It’s a trope now that loads of internet users will complain about Mac OS & Windows, while digging in their heels against switching to Linux. Just take your medicine people.
Sure, the technology that real people in your life, including most "normies" who only use tech to get stuff done, are using ChatGPT, but it's not "inevitable".
Everyone who runs a Google search and doesn't read past the Gemini result uses an LLM. That's easily a majority without even getting into other products.
Do you have any proof for that? ChatGPT has a DAU in the ~100m range as of last reporting. Even considering it's a global audience, that's almost a third of the US population.

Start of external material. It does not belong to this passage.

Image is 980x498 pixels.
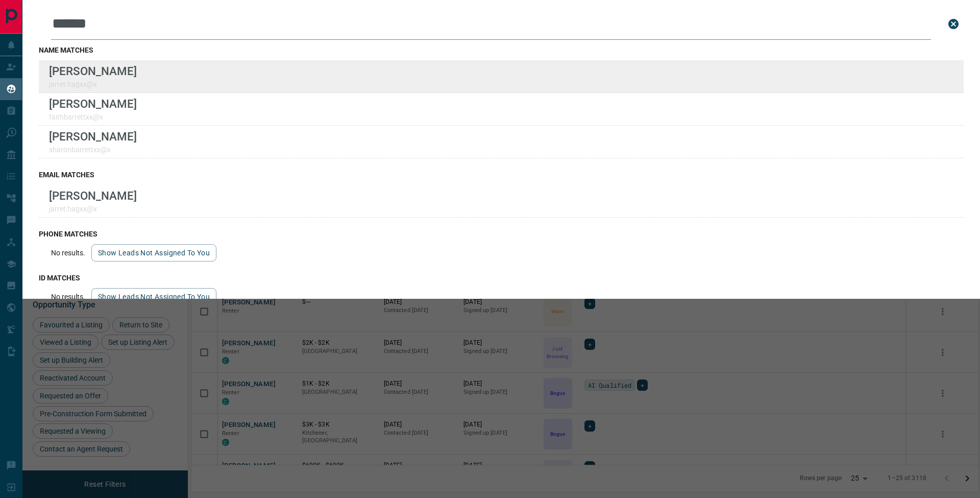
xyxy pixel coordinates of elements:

Everything is inevitable. If it happened, then it couldn't have happened otherwise. "Your computer sending screenshots to microsoft so they can train AIs on it" was inevitable, because that's what incentives pushed them to do. Vocal opposition and boycotting might become a different kind of incentive, but in most cases it doesn't work. The fact of the matter is that corporations are powerful, shareholders are powerful, the collective mass of indifferent consumers are powerful, while you are powerless.
> The fact of the matter is that... you are powerless.
Trivialities don't add anything to the discussion. The question is "Why?" and then "How do we change that?". Even incomplete or inaccurate attempts at answering would be far more valuable than a demonstration of hand-wringing powerlessness.
This is the inevitability of unfettered capitalism. The pressure is towards generating wealth, with the intended hope that the side effect will be that this produces net 'good' for society. It has worked (to varying degrees) and has enabled the modern world. But it may well be running out of steam.
I do not think that the current philosophical world view will enable a different path. We've had resets or potential resets, COVID being a huge opportunity, but I think neither the public nor the political class had the strength to seize the moment.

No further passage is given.